System repositories are not optional runtime modules. They provide platform execution, orchestration, development entry points, installer tooling, or core runtime contracts.

Current system repositories:

  • govoplan: meta repository for whole-product orchestration.
  • govoplan-core: runtime kernel/server runner, module registry, shared UI shell, installer, migration orchestration, and core contracts.

module

Runtime modules provide user-visible product behavior. They can include backend routes, database migrations, frontend contributions, permissions, docs, workers, and lifecycle hooks.
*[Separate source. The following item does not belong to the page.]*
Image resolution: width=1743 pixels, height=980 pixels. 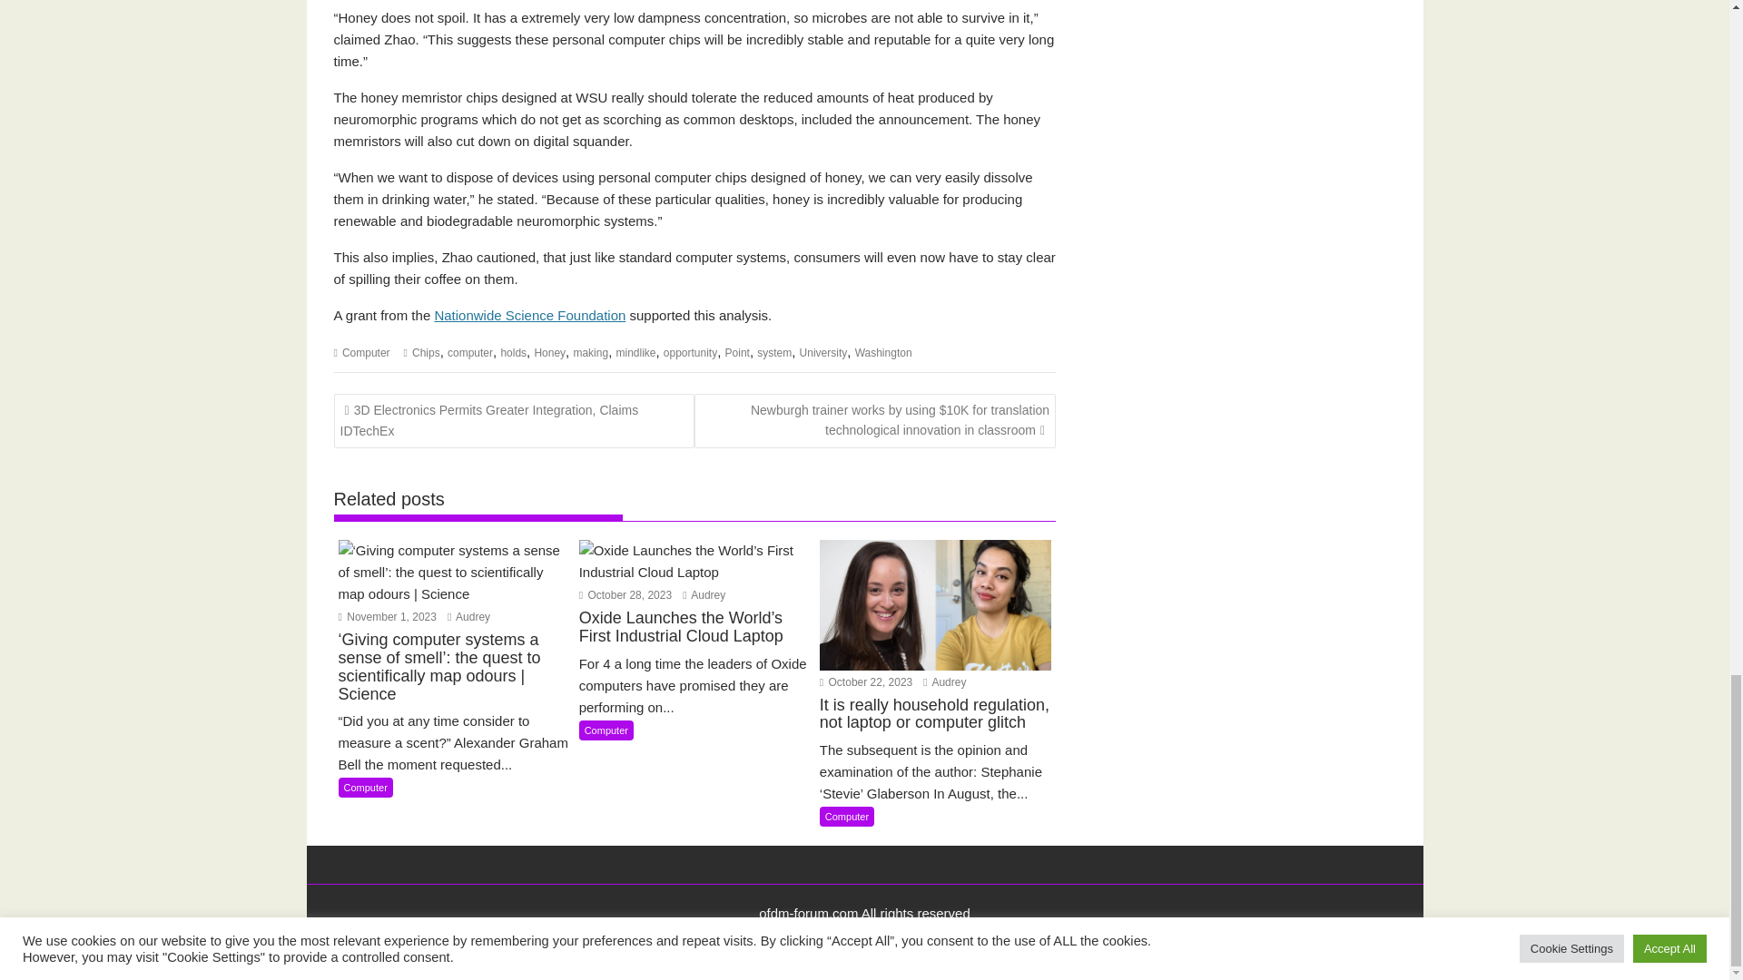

Modules must communicate through core contracts, capabilities, providers, and routes. They must not import another module's internal implementation directly.

connector

Connector repositories adapt GovOPlaN capabilities to external protocols, platforms, and integration formats. A connector may be a runtime module, but its business responsibility is transport/integration, not product semantics.

Examples:

  • govoplan-rest
  • govoplan-soap
  • govoplan-fit-connect
  • govoplan-xoev
  • govoplan-xrechnung
  • govoplan-xta-osci
  • govoplan-connectors

website

Website repositories are public content or publication targets. They are not installed into a GovOPlaN runtime.
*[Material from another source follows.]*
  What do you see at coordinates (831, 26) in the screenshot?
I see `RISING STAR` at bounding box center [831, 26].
Current website repository:

  • addideas-govoplan-website: public website and release catalog publication target.

Meta Repository Role

govoplan is the canonical operator entry point. Whole-product commands should be available here first:

  • development launch
  • repository bootstrap/status
  • whole-product Docker composition
  • release tagging
  • catalog publication
  • installer/daemon orchestration
  • cross-repository Gitea issue/wiki/label helpers
  • security and dependency audit tooling

Whole-product command implementations live under govoplan/tools.

Core keeps runtime-specific commands only.
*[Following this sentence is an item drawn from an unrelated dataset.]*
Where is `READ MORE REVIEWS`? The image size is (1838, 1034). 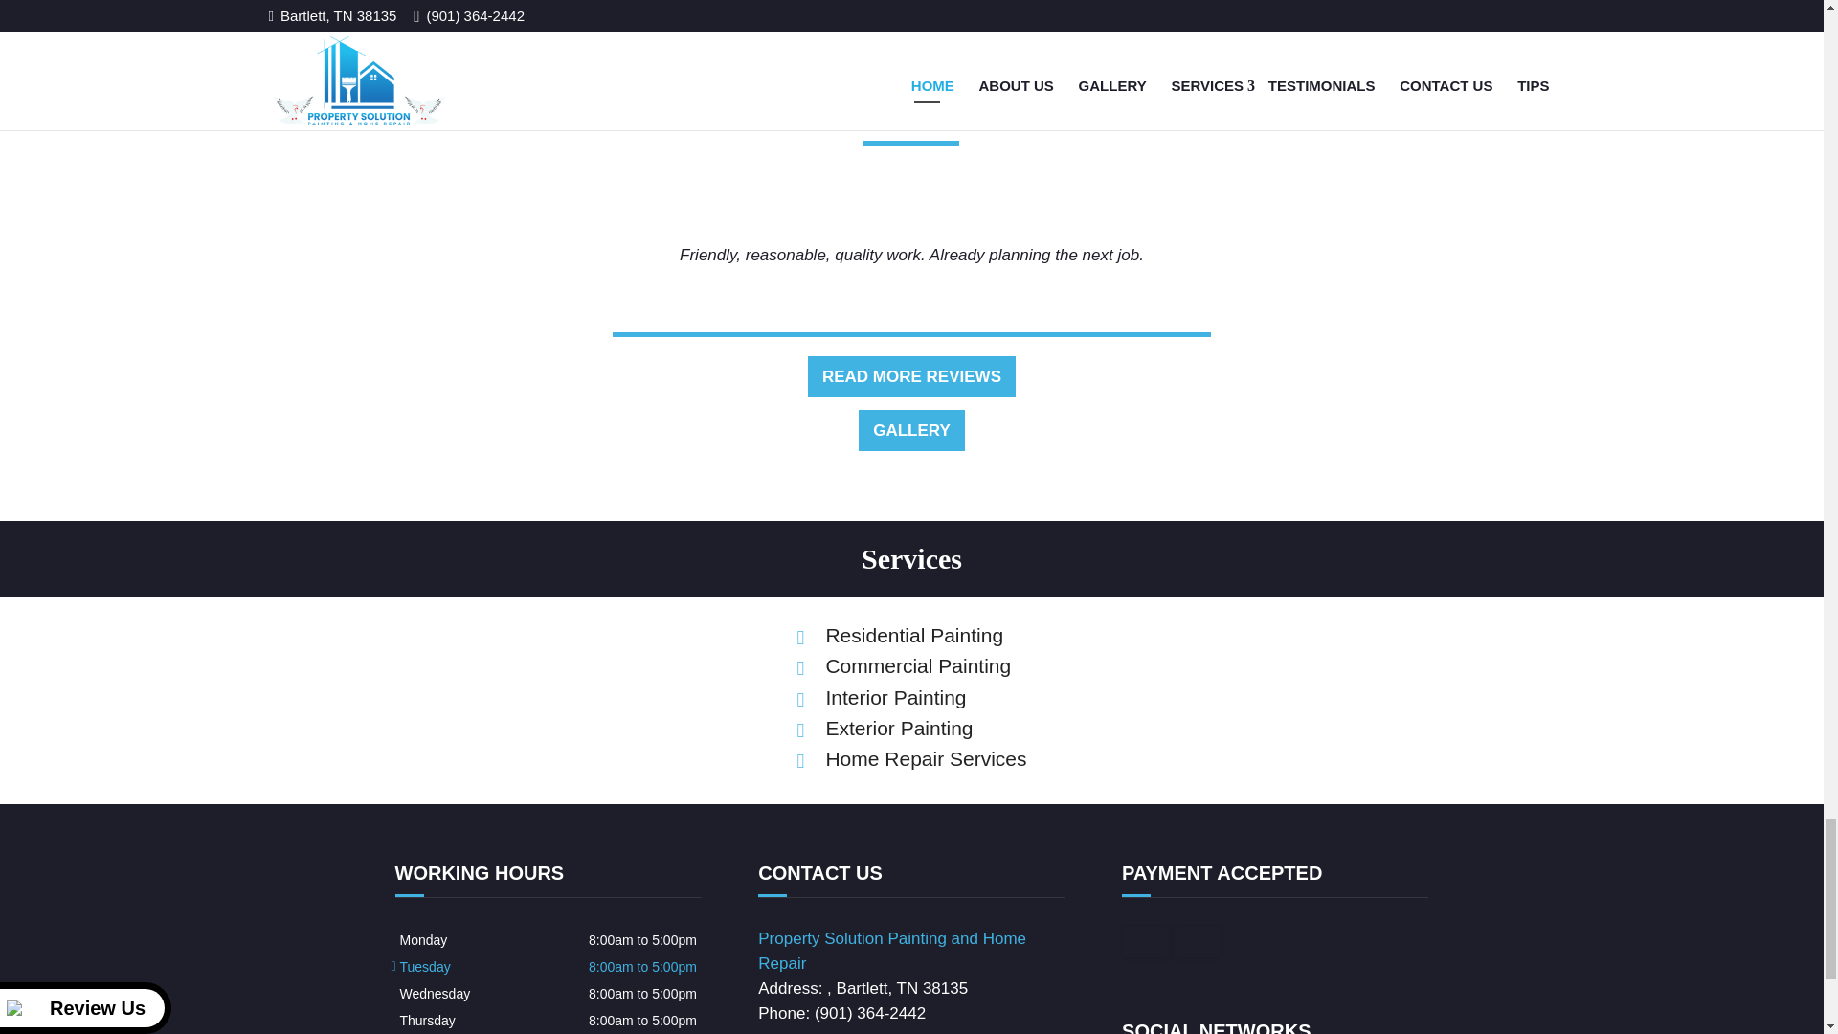 READ MORE REVIEWS is located at coordinates (911, 376).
Repositories are linked through repositories.json and scripts rather than git submodules. Development checkouts can keep their own branches and dirty state, while release/catalog tooling can still resolve the exact repository list from one place. If a deployment profile later needs pinned SHAs for every repository, generate that lock as a release artifact instead of making day-to-day development depend on submodule updates.

Docker Placement

Whole-product Docker and production-like deployment composition belongs in govoplan.

Current shared profiles:

  • dev/postgres
  • dev/production-like

Website-specific serving profiles stay with addideas-govoplan-website.

Module-specific test beds stay in the owning module repository. Examples:

  • govoplan-files/dev/connectors
  • govoplan-campaign/dev/mail-testbed
  • connector protocol test beds in their connector repositories

This keeps local module tests close to the code while giving operators one repository for product deployment.

addideas-govoplan-website and Release Logic

addideas-govoplan-website should be treated as the public website and catalog publication target, not as the release orchestrator.

The release workflow should be invoked from govoplan. It may write signed catalog artifacts into addideas-govoplan-website/public/catalogs/... and then build or deploy the website.

A separate govoplan-release repository should only be introduced if release logic becomes an independently versioned service or toolchain. For now, a separate repository would add coordination overhead without a clear boundary.

If embeddable public widgets become a runtime capability later, create a separate installable module for that. The public website repository should stay website/publication content only.

Config Import/Export

Configuration import/export is runtime administration behavior. It should stay with core/admin until it grows into a separately installable product capability.

Create a govoplan-config module only if configuration packages need their own module lifecycle, permissions, migrations, background jobs, or public API.

No govoplan-meta Runtime Module

Do not add a govoplan-meta runtime module for repository metadata. Repository metadata belongs in this meta repository. Installed runtime metadata belongs in the core module registry and module manifests.

If a runtime "system" surface is needed, it should be a core/admin/ops feature backed by explicit capabilities, not a pseudo-module that mirrors repository state.